Poison's Kiss (Poison's Kiss #1)

“I’m fine,” I manage to choke out. “Just clumsy.”


“Okay.” He lets go of me and I feel the loss like blankets ripped off on a chilly morning. But at least I can breathe again.

We walk all morning, stopping only long enough to eat the dried fruit and flatbread that we packed in our satchels. My feet ache and I can feel a blister forming on my right heel. I open my mouth several times to complain, but then Mani’s face pops into my mind and I snap it closed again. Any amount of pain is worth it to get to him. I can’t think about Mani too much, though, because if I imagine how scared he must be, the despair makes it impossible to keep moving. Maybe that’s why I keep noticing the shape of Deven’s arms underneath his white shirt.

We’re between towns when it’s time to eat again. Deven finds us a place to sit in a copse of trees on a hill overlooking a rice field. The setting sun has turned the sky vermilion, and it is startlingly beautiful against the bright green rows of rice. Deven passes me a loaf of flatbread and I eat, but I don’t taste anything. I drain most of the water left in my canteen. I’m so tired that I feel numb.

“I know another safe house in the next town,” Deven says. “We’ll stop and sleep for a few hours before we go on.” I want to argue with him, insist that we keep moving toward Colapi City, but I don’t think I can go much farther without a break.

“Thank you,” I say.

“You’re welcome.” He touches the middle of my back for just a moment and then drops his hand like he’s changed his mind.

By the time we start moving again, I can see the moon. It’s a sliver fuller than last night—one day closer to Mani’s death. It makes me walk a little faster. A few hours later we arrive at the safe house. It is nearly identical to the last one.

“How many safe houses are there?” I ask as I sit on one of the beds and pull off my boots.

“Dozens,” he says. “Dotted all across Sundari.”

“Have you stayed in all of them?”

He sits in a chair across from me and rubs his eyes with his thumb and forefinger. It makes me realize that my eyes feel gritty too.

“Nearly,” he says. “I haven’t made it to one or two yet.”

“What made you want to become a spy?” I ask him. It’s a question that’s been itching at the back of my mind since yesterday. Who would choose this kind of life without being forced? Deven looks up then and waits a beat too long to answer. His gaze slides away from me, and I realize I’ve made him uncomfortable.

“I’m sorry,” I say. “You don’t have to—”

But he surprises me by answering. “I had an older brother,” he says. “He was killed by one of the vish kanya, and so once I was old enough, nothing seemed more important than destroying the Naga.”

All the air leaves my lungs and Kadru’s words reverberate in my mind: There are no other vish kanya, Marinda. The Nagaraja chooses only one.

I killed Deven’s brother.





My chin is quivering. With shock. With guilt. “I’m so sorry,” I manage to say.
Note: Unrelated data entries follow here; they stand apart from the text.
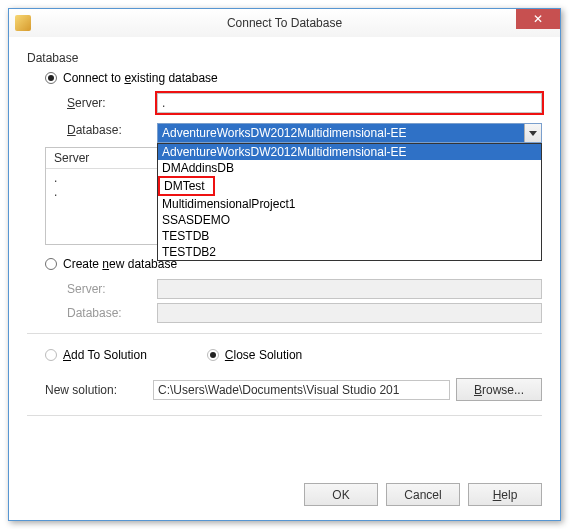  Describe the element at coordinates (140, 78) in the screenshot. I see `radio-label: Connect to existing database` at that location.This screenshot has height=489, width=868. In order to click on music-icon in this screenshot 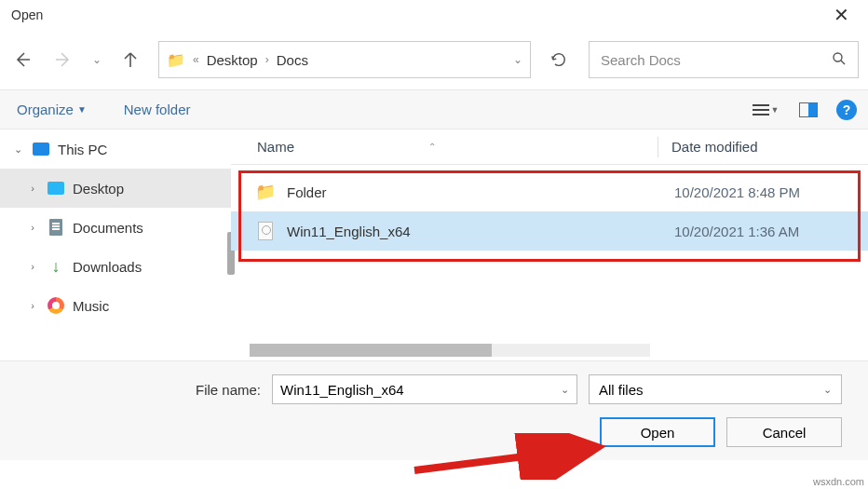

Deven gives me a sad smile. “It was a long time ago.” He goes in the back to change into sleeping clothes, but I sit motionless, too stunned to move. Each time I think I’ve found a shred of humanity, it is snatched away with more evidence of my atrocities. I don’t want to be this person, this girl who spends time with the brother of someone she once killed. The girl who leaves her brother alone to be kidnapped, to be taken by people who want to hurt him. The kind of girl who gets Japa killed. But the trouble is, it’s the only kind of girl I know how to be.

Deven returns from the washroom. “All yours,” he says. I smile wanly and head to the back of the flat. My fingers are stiff and it takes me longer than usual to change. My throat aches, but I have no tears. I am hollowed out.

I return to the main room and climb into one of the empty beds, the one farthest from Deven. “Good night,” I say over my shoulder.

“Night.”

I curl up on my side and close my eyes, but it’s a long time before sleep claims me.